Hello, we’re currently looking into migrating from the depricated Assistants API to the new Responses API.
Old implementation
For our use case we made use of the creation of an Assistant via the API to make a new Assistant for each of our clients. This also made it possible to keep instructions given to an Assistant on our platform for each client.
The problem we’re facing
With the new Responses API, Prompts are the new Assistants. The problem with Prompts is that its not possible to CRUD them via an API.
Our solution
What we came up with after reading the guide, is using a single Prompt that will have variables used by each client (user data vars only), and to pass the instructions via a Response Object.
Questions:
Is there a better way to solving the problem we are facing? (Not being able to create Prompts dynamically) And is our solution a good idea?
Is there a set limit to the Response Object instructions property?
using “prompts”: completely optional (with issues because you cannot retrieve the contents to run “includes” parameters on tools correctly, or alter via API);
using “variables”: quite optional, a cache-breaking workaround to those unalterable prompts by API;
using “conversations”: completely optional (with issues because of near-unlimited input costs, you cannot clean up an expired code interpreter container and issues with tools vs reasoning, and storing unwanted response state); not meant for an initial instruction.
using “previous_response_id”: completely optional, an unmanageable state you cannot migrate out of, but from which you can branch.
even using “instructions” as an API parameter: completely optional.
You can set “store”: “false” and construct every turn with initial system/developer role messages as “instructions”, previous chat history messages you’ve retained yourself and manage in length, and then newest input, capable of being shaped by near-placement of further temporary messages, and then even every sequence of function call yourself, per API call.
“instructions” is a per-turn every-turn field inserted before any “input” messages you pass. It comes before previous input by “conversation” or “previous response ID” (where when employing the latter two, instructions are near-mandatory if you allow conversations to grow longer than model input and first messages are discarded). It is most like the instructions field of an “Assistant”, except you furnish the text each time instead of the assistant ID each time.
So solving the problems with the offered solutions is not using these turnkey proprietary generics.
Thanks for the detailed breakdown.
We’re mostly looking for a practical pattern to pass per-client instructions each turn. From your experience, is there any hidden limit or best practice for how long the instructions field can be?
I’ve got 20MB of dereferenced OpenAPI specification over here - lets see how much of it can be ingested. Encode half-a-million tokens for a million-token model perhaps?
import json, httpx, tiktoken; from pathlib import Path
INPUT_FILENAME: str = "openai.documented.yml"
MAX_TOKENS: int = 500000
def get_api_key_headers():
import os
return {"Authorization": f"Bearer {os.environ.get("OPENAI_API_KEY")}"}
try:
base_dir = Path(__file__).parent
except NameError:
base_dir = Path.cwd()
text_path = base_dir / INPUT_FILENAME
text: str = text_path.read_text(encoding="utf-8")
enc = tiktoken.get_encoding("o200k_base")
tokens: list[int] = enc.encode(text, disallowed_special=())
truncated_tokens: list[int] = tokens[:MAX_TOKENS]
doc: str = enc.decode(truncated_tokens)
payload = {
"model": "gpt-4.1-nano",
"instructions": f"Reference documentation retrieval: {doc}",
"input": "What is the topic of the documentation?",
"store": False,
"max_output_tokens": 200,
}
try:
response = httpx.post(
"https://api.openai.com/v1/responses",
json=payload,
headers={**get_api_key_headers()},
timeout=300,
)
response.raise_for_status()
assistant_texts = [
content["text"]
for output in response.json().get("output", [])
for content in output.get("content", [])
if content.get("type") == "output_text" and "text" in content
]
print("\n---\n\nCollected response text:\n" + str(assistant_texts))
print(response.json().get("usage", {}))
except:
print(
response.status_code,
json.loads(response.content.decode())["error"]["message"]
)
Nope, OpenAI is counting characters.
400 Invalid 'instructions': string too long. Expected a string with maximum length 1048576, but got a string with length 3896434 instead.
So if you’ve got under a megabyte of “instructions” for the AI to follow, <1MB of network traffic for each turn, you should be okay. The rest will have to be in more messages.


• [Work to complete]: The response should consist only of the lines from the one with "Can you tell" to the end of the data below, copied exactly and without pictures.

━━ Supplied material ━━

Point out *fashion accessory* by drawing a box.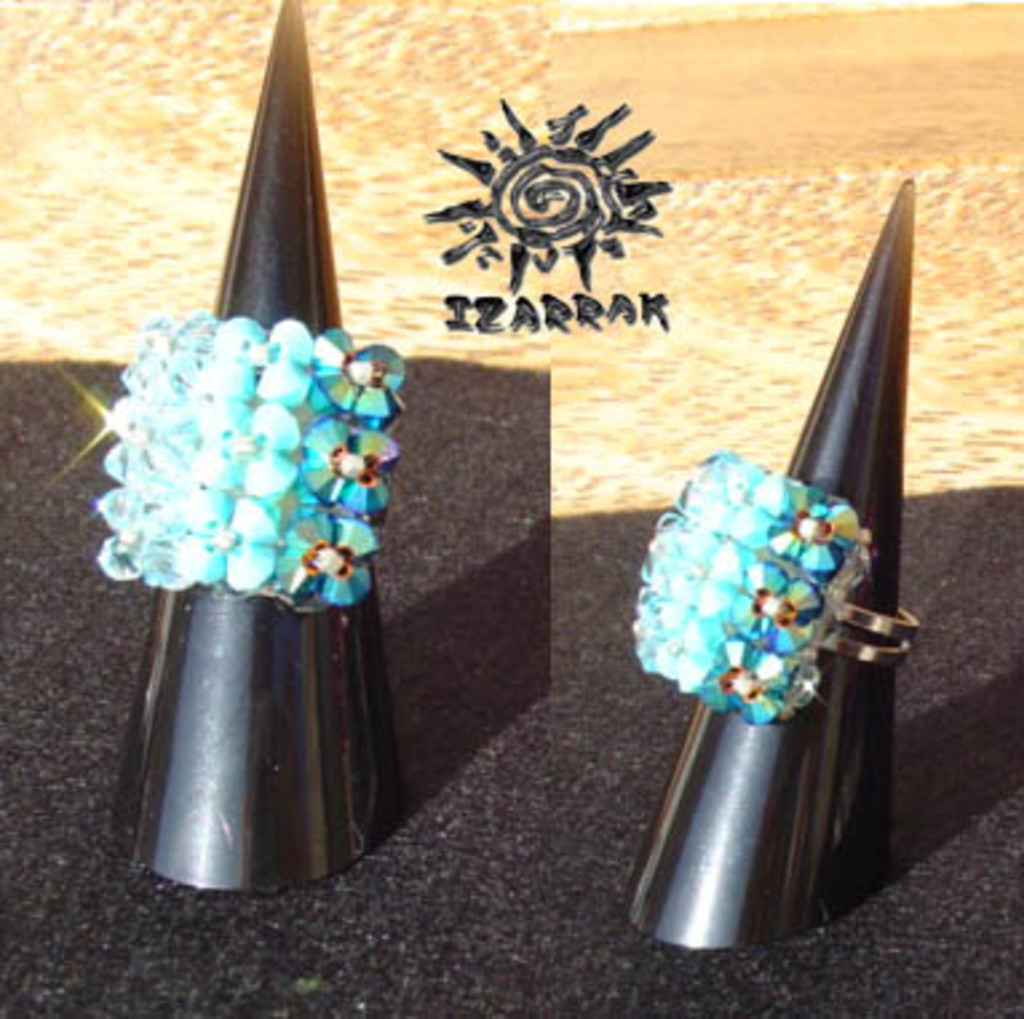
636/452/922/744.
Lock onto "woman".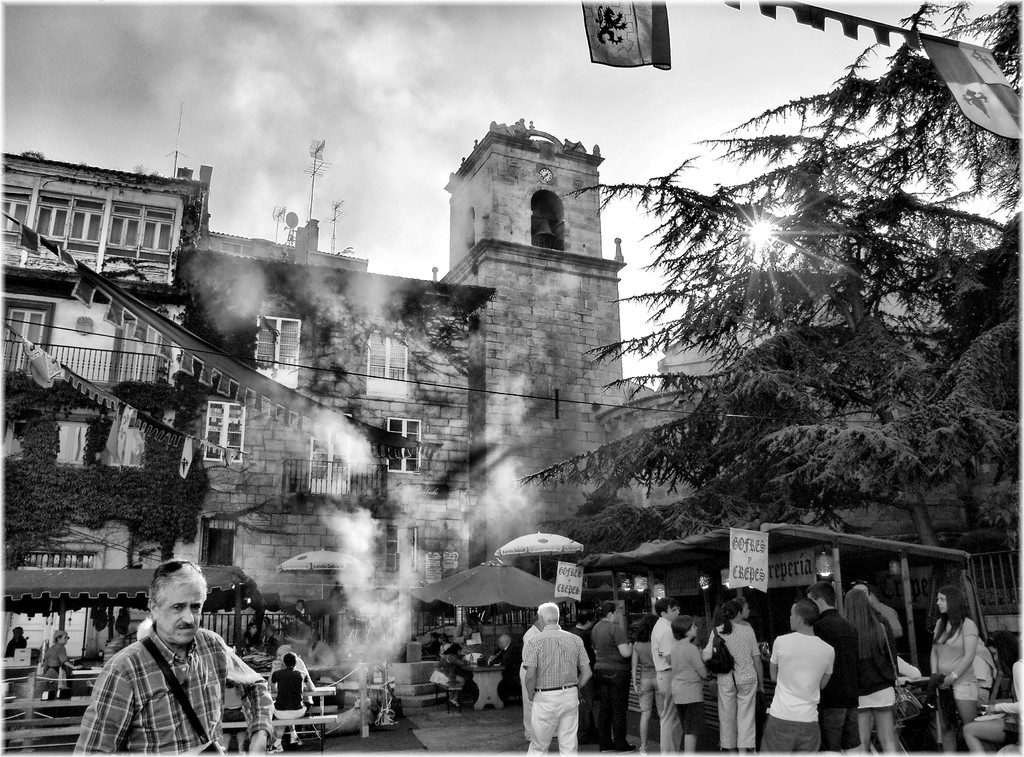
Locked: x1=844, y1=588, x2=905, y2=754.
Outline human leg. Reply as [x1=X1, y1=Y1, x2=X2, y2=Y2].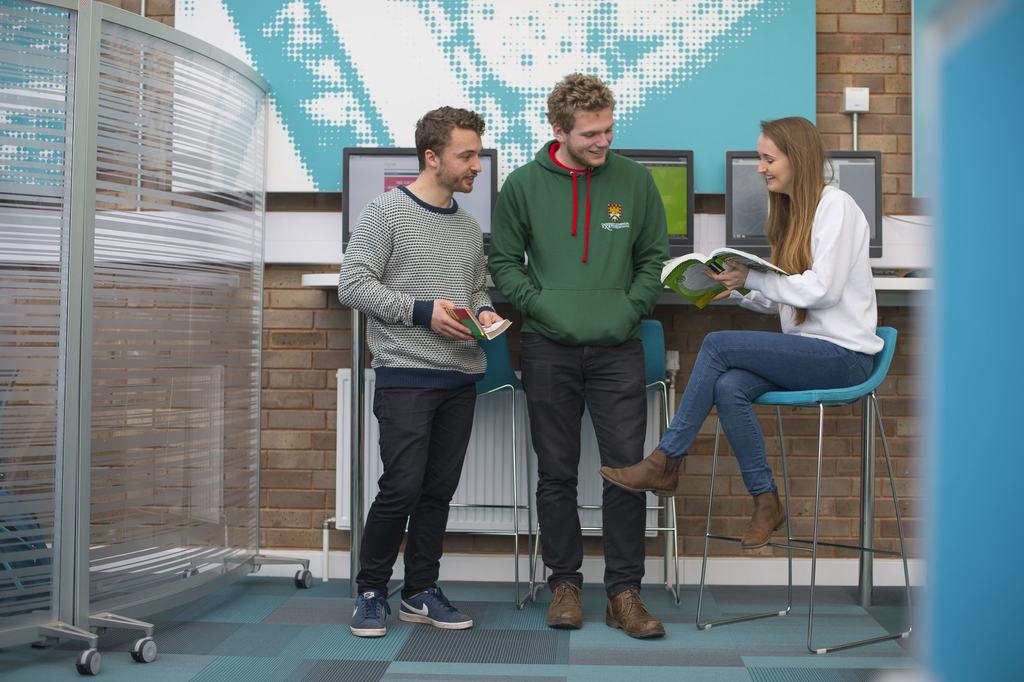
[x1=591, y1=335, x2=665, y2=637].
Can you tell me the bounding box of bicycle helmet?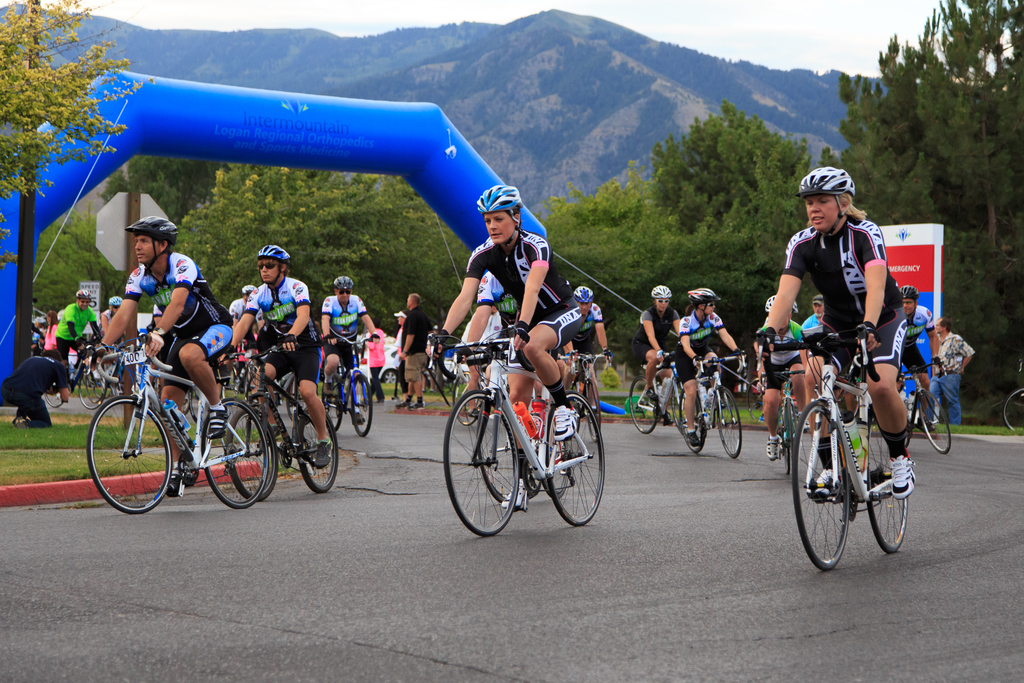
crop(572, 283, 591, 306).
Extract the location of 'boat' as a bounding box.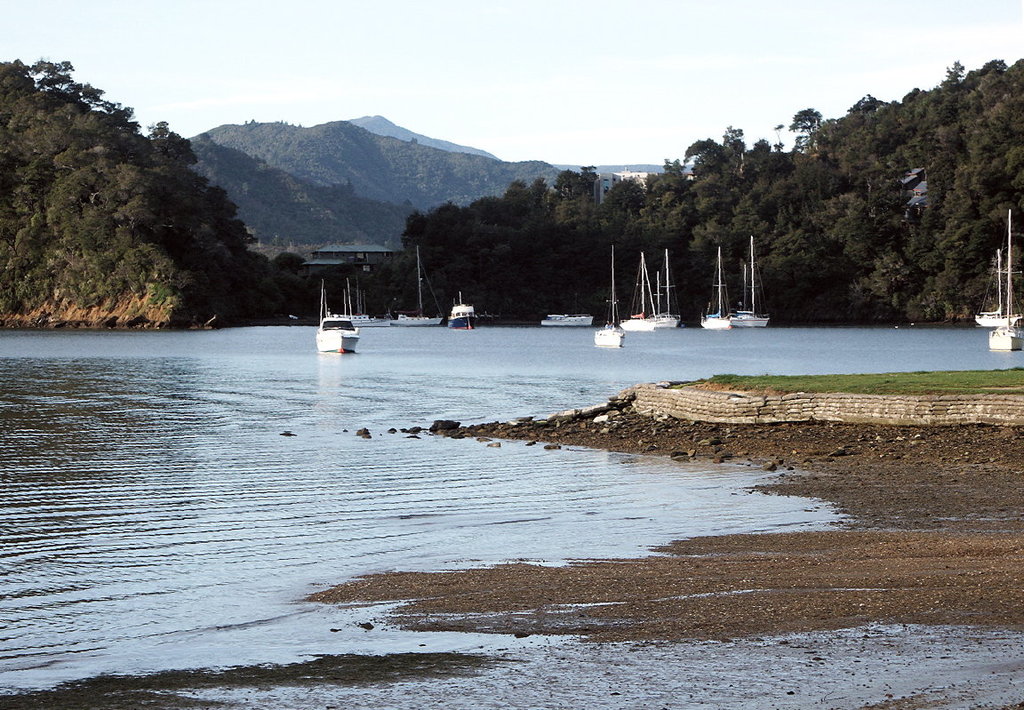
pyautogui.locateOnScreen(446, 287, 478, 327).
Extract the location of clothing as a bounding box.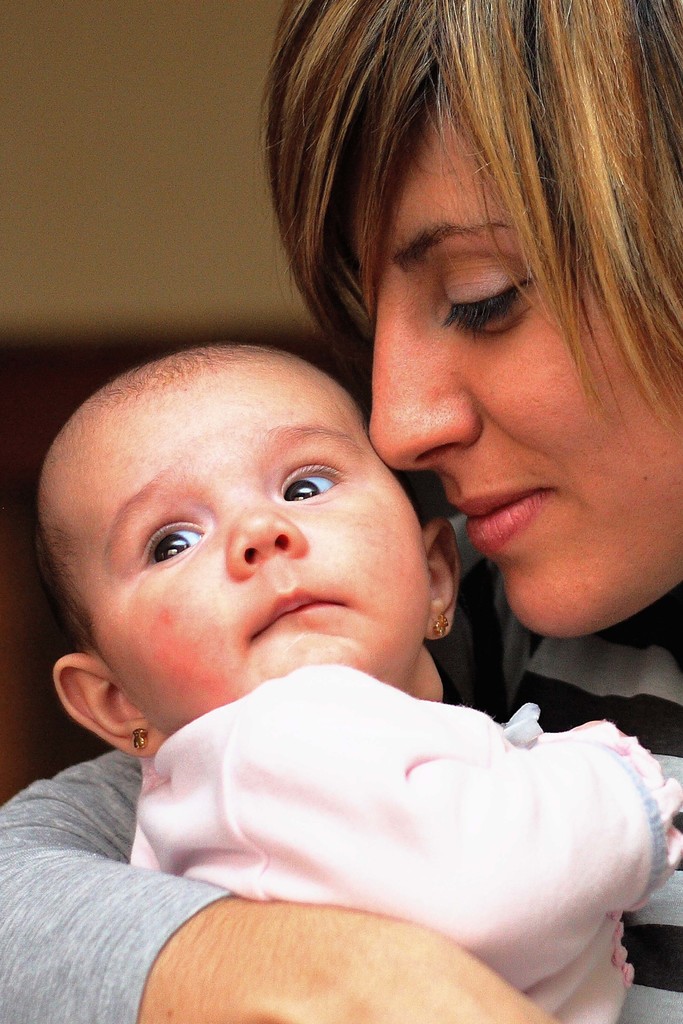
bbox=(0, 497, 682, 1020).
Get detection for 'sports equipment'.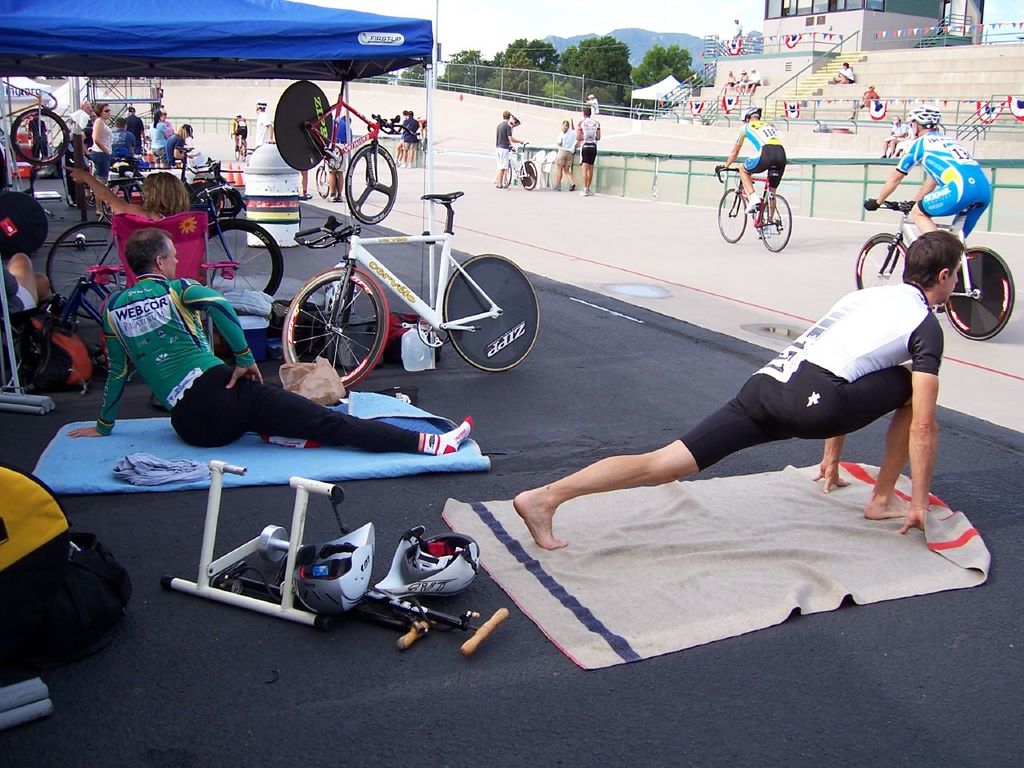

━━━

• [Expected output]:
Can you tell me the bounding box of bicycle helmet?
crop(572, 283, 591, 306).
Extract the location of 'boat' as a bounding box.
pyautogui.locateOnScreen(446, 287, 478, 327).
Extract the location of clothing as a bounding box.
bbox=(0, 497, 682, 1020).
Get detection for 'sports equipment'.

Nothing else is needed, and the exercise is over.